Oil prices were mixed in Asian trade today after a tepid US jobs report last week raised concerns about demand in the world’s top crude consumer, analysts said.
New York’s main contract, West Texas Intermediate for delivery in September, shed two cents to $106.92 a barrel in morning trade, and Brent North Sea crude for September rose nine cents to $109.04.
The Labor Department had on Friday said the United States added 162,000 jobs in July, well below the 175,000 expected on average by analysts. The unemployment rate fell to 7.4 per cent from 7.6 per cent in June.
“The mixed US jobs report came in weaker than expected and that has created a somewhat bearish sentiment about demand for crude,” Desmond Chua, market analyst at CMC Markets in Singapore, said.
“The week-end release of a slightly improved Chinese non-manufacturing PMI failed to negate the effects of tepid jobs data in the US,” Chua said.
China’s official non-manufacturing purchasing managers’ index (PMI) for July came in at 54.1 in July, from 53.9 in the previous month. A reading below 50 indicates contraction, while anything above signals growth.
Oil prices had rallied last week on the back of strong manufacturing data from oil guzzlers the US and China, with Brent crude reaching a near four-month high above $110 a barrel before giving way in the wake of Friday’s US employment data.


WORK INSTRUCTIONS:
Please reproduce the data exactly, though every picture must stay out.

(Dataset records)
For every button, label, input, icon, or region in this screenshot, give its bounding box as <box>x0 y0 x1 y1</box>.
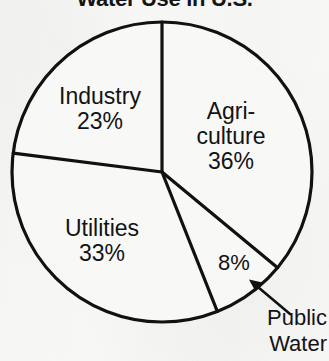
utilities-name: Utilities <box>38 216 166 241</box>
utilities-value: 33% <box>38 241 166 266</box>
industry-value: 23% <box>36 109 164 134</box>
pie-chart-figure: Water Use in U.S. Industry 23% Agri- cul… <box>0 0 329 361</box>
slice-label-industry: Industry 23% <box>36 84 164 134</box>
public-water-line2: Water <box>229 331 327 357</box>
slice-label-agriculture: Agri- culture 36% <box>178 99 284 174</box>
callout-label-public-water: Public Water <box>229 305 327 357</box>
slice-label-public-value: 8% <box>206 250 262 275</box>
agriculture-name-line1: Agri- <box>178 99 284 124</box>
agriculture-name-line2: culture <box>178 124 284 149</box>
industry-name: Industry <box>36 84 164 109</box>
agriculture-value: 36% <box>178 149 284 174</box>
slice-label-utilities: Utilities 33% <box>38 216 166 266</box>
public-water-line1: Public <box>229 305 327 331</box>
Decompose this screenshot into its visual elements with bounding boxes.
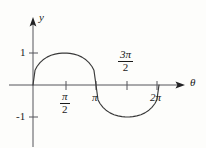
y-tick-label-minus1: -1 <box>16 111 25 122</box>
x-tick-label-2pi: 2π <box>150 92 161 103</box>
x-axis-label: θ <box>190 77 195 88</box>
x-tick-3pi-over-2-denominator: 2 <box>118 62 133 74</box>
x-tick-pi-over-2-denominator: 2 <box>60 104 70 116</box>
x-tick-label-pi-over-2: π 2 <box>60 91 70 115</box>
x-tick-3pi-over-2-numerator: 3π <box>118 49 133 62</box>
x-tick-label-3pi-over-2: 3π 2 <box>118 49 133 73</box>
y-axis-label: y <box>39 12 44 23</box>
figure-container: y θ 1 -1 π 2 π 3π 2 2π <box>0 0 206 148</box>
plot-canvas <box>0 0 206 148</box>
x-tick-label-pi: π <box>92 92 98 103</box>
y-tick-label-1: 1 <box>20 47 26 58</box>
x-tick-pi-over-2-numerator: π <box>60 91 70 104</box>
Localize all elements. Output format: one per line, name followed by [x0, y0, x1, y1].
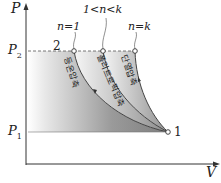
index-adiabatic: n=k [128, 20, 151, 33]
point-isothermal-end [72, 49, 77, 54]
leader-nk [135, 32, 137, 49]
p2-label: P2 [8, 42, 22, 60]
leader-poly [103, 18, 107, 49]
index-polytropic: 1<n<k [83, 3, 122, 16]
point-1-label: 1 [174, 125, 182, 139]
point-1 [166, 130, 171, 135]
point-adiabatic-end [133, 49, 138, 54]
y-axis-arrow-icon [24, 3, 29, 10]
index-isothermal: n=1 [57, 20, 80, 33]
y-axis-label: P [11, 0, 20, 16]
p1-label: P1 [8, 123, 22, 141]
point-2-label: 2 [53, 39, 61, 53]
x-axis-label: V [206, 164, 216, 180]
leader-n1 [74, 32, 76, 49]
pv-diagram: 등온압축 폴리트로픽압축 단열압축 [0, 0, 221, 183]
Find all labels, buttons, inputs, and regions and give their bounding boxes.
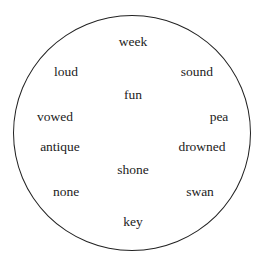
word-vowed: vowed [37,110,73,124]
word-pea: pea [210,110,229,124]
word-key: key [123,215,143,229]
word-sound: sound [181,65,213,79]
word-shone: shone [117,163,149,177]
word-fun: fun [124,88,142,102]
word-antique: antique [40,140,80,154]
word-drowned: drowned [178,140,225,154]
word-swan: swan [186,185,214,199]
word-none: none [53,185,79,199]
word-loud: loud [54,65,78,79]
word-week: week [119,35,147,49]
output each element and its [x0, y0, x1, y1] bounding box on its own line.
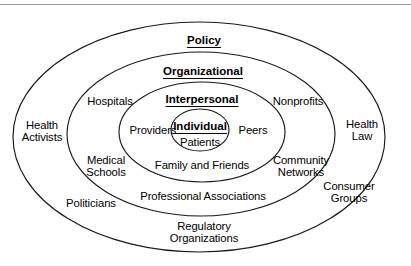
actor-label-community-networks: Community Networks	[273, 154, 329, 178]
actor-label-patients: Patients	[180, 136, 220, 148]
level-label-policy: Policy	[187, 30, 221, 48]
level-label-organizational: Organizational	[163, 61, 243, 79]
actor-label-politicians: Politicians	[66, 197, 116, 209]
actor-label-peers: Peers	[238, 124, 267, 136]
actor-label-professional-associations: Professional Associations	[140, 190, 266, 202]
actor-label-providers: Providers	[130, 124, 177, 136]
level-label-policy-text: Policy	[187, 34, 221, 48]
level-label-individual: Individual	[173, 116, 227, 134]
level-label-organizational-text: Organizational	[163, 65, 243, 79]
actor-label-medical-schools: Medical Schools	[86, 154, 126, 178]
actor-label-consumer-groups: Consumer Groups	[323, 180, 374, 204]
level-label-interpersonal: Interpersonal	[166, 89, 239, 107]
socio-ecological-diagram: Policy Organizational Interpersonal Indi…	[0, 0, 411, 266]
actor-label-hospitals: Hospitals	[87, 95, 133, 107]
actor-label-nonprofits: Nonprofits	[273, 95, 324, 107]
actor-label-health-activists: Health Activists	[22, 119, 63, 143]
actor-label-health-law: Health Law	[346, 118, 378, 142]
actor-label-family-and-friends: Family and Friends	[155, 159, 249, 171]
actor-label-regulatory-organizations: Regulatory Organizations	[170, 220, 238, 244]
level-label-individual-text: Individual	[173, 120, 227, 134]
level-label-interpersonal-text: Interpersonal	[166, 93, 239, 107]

EXERCISE RESULT:
For every button, label, input, icon, or region in this screenshot, give its bounding box as <box>x0 y0 x1 y1</box>.
utilities-name: Utilities <box>38 216 166 241</box>
utilities-value: 33% <box>38 241 166 266</box>
industry-value: 23% <box>36 109 164 134</box>
pie-chart-figure: Water Use in U.S. Industry 23% Agri- cul… <box>0 0 329 361</box>
slice-label-industry: Industry 23% <box>36 84 164 134</box>
public-water-line2: Water <box>229 331 327 357</box>
slice-label-agriculture: Agri- culture 36% <box>178 99 284 174</box>
callout-label-public-water: Public Water <box>229 305 327 357</box>
slice-label-public-value: 8% <box>206 250 262 275</box>
agriculture-name-line1: Agri- <box>178 99 284 124</box>
agriculture-name-line2: culture <box>178 124 284 149</box>
industry-name: Industry <box>36 84 164 109</box>
agriculture-value: 36% <box>178 149 284 174</box>
slice-label-utilities: Utilities 33% <box>38 216 166 266</box>
public-water-line1: Public <box>229 305 327 331</box>
Decompose this screenshot into its visual elements with bounding boxes.
y-tick-label-minus1: -1 <box>16 111 25 122</box>
x-tick-label-2pi: 2π <box>150 92 161 103</box>
x-axis-label: θ <box>190 77 195 88</box>
x-tick-3pi-over-2-denominator: 2 <box>118 62 133 74</box>
x-tick-pi-over-2-denominator: 2 <box>60 104 70 116</box>
x-tick-label-pi-over-2: π 2 <box>60 91 70 115</box>
x-tick-3pi-over-2-numerator: 3π <box>118 49 133 62</box>
x-tick-label-3pi-over-2: 3π 2 <box>118 49 133 73</box>
y-axis-label: y <box>39 12 44 23</box>
figure-container: y θ 1 -1 π 2 π 3π 2 2π <box>0 0 206 148</box>
plot-canvas <box>0 0 206 148</box>
x-tick-label-pi: π <box>92 92 98 103</box>
y-tick-label-1: 1 <box>20 47 26 58</box>
x-tick-pi-over-2-numerator: π <box>60 91 70 104</box>
Localize all elements. Output format: one per line, name followed by [x0, y0, x1, y1].
index-adiabatic: n=k [128, 20, 151, 33]
point-isothermal-end [72, 49, 77, 54]
leader-nk [135, 32, 137, 49]
p2-label: P2 [8, 42, 22, 60]
leader-poly [103, 18, 107, 49]
index-polytropic: 1<n<k [83, 3, 122, 16]
point-1-label: 1 [174, 125, 182, 139]
point-1 [166, 130, 171, 135]
point-adiabatic-end [133, 49, 138, 54]
y-axis-arrow-icon [24, 3, 29, 10]
index-isothermal: n=1 [57, 20, 80, 33]
y-axis-label: P [11, 0, 20, 16]
p1-label: P1 [8, 123, 22, 141]
point-2-label: 2 [53, 39, 61, 53]
x-axis-label: V [206, 164, 216, 180]
leader-n1 [74, 32, 76, 49]
pv-diagram: 등온압축 폴리트로픽압축 단열압축 [0, 0, 221, 183]
Find all labels, buttons, inputs, and regions and give their bounding boxes.
word-vowed: vowed [37,110,73,124]
word-pea: pea [210,110,229,124]
word-key: key [123,215,143,229]
word-sound: sound [181,65,213,79]
word-shone: shone [117,163,149,177]
word-fun: fun [124,88,142,102]
word-antique: antique [40,140,80,154]
word-drowned: drowned [178,140,225,154]
word-swan: swan [186,185,214,199]
word-none: none [53,185,79,199]
word-loud: loud [54,65,78,79]
word-week: week [119,35,147,49]
output each element and its [x0, y0, x1, y1] bounding box on its own line.
actor-label-community-networks: Community Networks	[273, 154, 329, 178]
actor-label-patients: Patients	[180, 136, 220, 148]
level-label-policy: Policy	[187, 30, 221, 48]
level-label-organizational: Organizational	[163, 61, 243, 79]
actor-label-politicians: Politicians	[66, 197, 116, 209]
actor-label-peers: Peers	[238, 124, 267, 136]
actor-label-professional-associations: Professional Associations	[140, 190, 266, 202]
actor-label-providers: Providers	[130, 124, 177, 136]
level-label-policy-text: Policy	[187, 34, 221, 48]
level-label-individual: Individual	[173, 116, 227, 134]
level-label-organizational-text: Organizational	[163, 65, 243, 79]
actor-label-medical-schools: Medical Schools	[86, 154, 126, 178]
actor-label-consumer-groups: Consumer Groups	[323, 180, 374, 204]
level-label-interpersonal: Interpersonal	[166, 89, 239, 107]
socio-ecological-diagram: Policy Organizational Interpersonal Indi…	[0, 0, 411, 266]
actor-label-hospitals: Hospitals	[87, 95, 133, 107]
actor-label-nonprofits: Nonprofits	[273, 95, 324, 107]
actor-label-health-activists: Health Activists	[22, 119, 63, 143]
actor-label-health-law: Health Law	[346, 118, 378, 142]
actor-label-family-and-friends: Family and Friends	[155, 159, 249, 171]
actor-label-regulatory-organizations: Regulatory Organizations	[170, 220, 238, 244]
level-label-individual-text: Individual	[173, 120, 227, 134]
level-label-interpersonal-text: Interpersonal	[166, 93, 239, 107]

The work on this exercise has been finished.